Indirect Cost Rate Definitions
One indirect cost rate (ICR) is typically used by educational (FAR 31.3), state and local government (FAR 31.6), and nonprofit (FAR 31.7) organizations under requirements of an OMB Circular. An indirect cost rate consultant guides the contractor or, more typically, the grantee to accumulation of one pool of costs incurred for the organization as a whole and allocation among jobs, grants, or contracts.

The relationship to direct labor benefitting one particular job determines Overhead costs or General and Administrative (G&A) costs, or the difference between overhead and G&A. If the employer cost of payroll taxes and employee benefits relates to time invested directly on a job, the Overhead vs. G&A captures those related costs. If employer costs relate to G&A labor, those costs are also G&A.
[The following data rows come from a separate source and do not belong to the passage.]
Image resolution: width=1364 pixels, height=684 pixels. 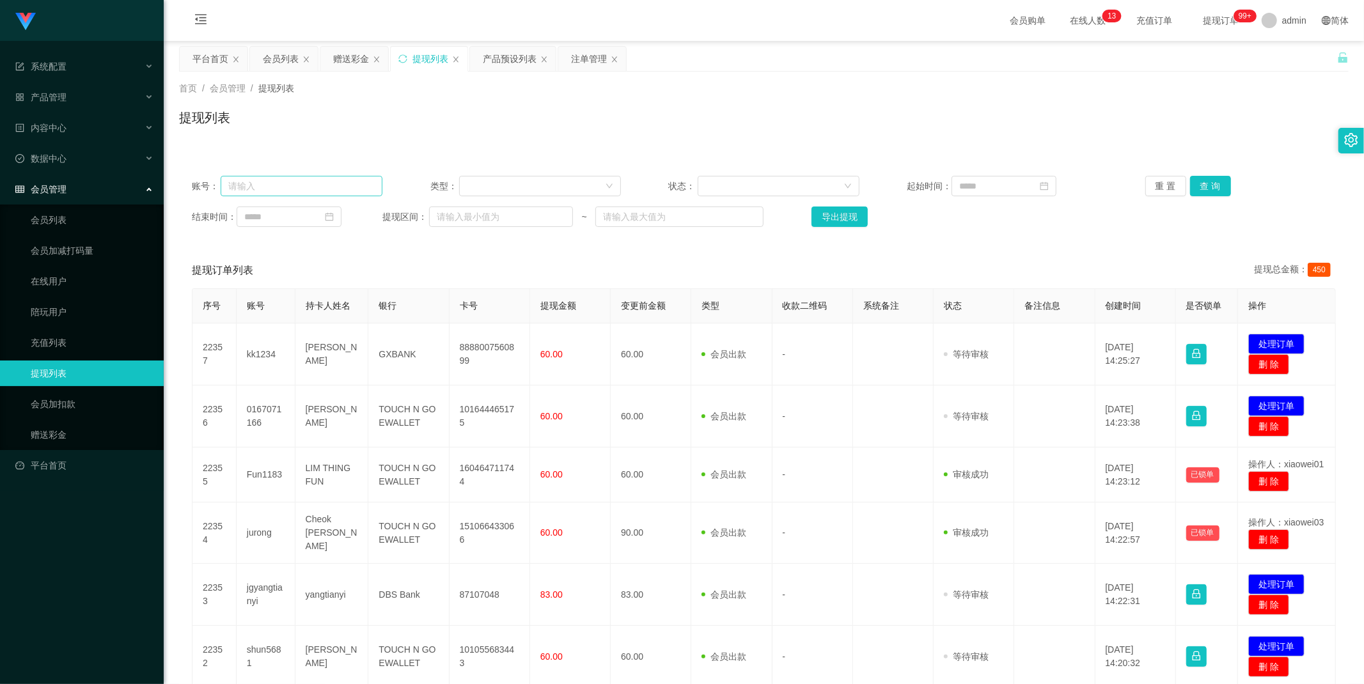 What do you see at coordinates (92, 435) in the screenshot?
I see `a: 赠送彩金` at bounding box center [92, 435].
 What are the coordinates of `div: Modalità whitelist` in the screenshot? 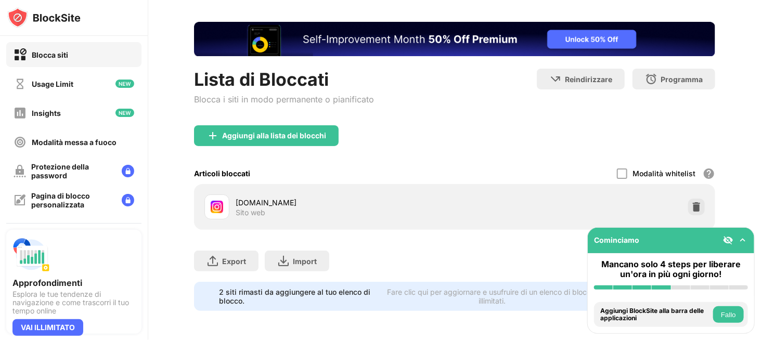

The Incurred Cost Electronically (ICE) submitted model from the Defense Contract Audit Agency (DCAA) attempts to unify component accounts of typical indirect cost rates. Calculating G&A for federal government contracts varies from company to company. For example, a company with some jobs conducted on a Government-owned site and some on a company-owned site might allocate Facilities costs to only those jobs conducted on the company-owned site, and separately from other G&A. DCAA ICE consulting guides the use of that spreadsheet-workbook model, formatted in preparation of audit.

Provisional Rates
ICE proposal preparation starts with separation of indirect versus direct costs, segregation of unallowable costs (per the applicable OMB Circular or FAR and FAR Supplements), and assessment of pool-to-base matching. Which, of the (supplied) pre-designed spreadsheets are used, is dependent upon the causal/beneficial relationship of particular pools and bases. Each tab in the pre-designed workbook explains its purpose, though not all tabs/sheets need be used. Separate pools of indirect costs might include:

  • Facilities
  • Material Overhead
  • Labor Overhead
  • Computer-related
  • General and Administrative

Actual Incurred Cost (AIC) Rates
After the fiscal year end, ICE spreadsheets are supported by the general ledger; the general ledger is supported by source documents (such as vendor bills and timesheets). If actual ICE rates are lower than provisional/projected rates, cost reimbursements are adjusted; if actual ICE rates are higher, negotiations with the Contracting Officer might recoup under-invoiced cost reimbursements.

Department of Defense Contracts
For organizations that hold U.S. Government contracts of very large dollar values, the Defense Contract Management Agency (DCMA) or other government administrator typically negotiates Provisional Rates, often called forward pricing rates. DCMA requests that the DCAA evaluate contractor-proposed indirect rates based on the ICE model. Provisional rates are consistently used in proposals and invoices. For cost-type contracts, AIC is audited after the end of each fiscal year for the contractor; cost-type contracts remain open until differences between provisional and actual indirect rates can be calculated and payment/re-payment settled. The government administrator, not the contractor, determines whether negotiation of projected rates is cost-effective for the government. Indirect rates are unique for each organization, but consistently accumulate multiple-contract costs in a pool divided by a causal or beneficial basis.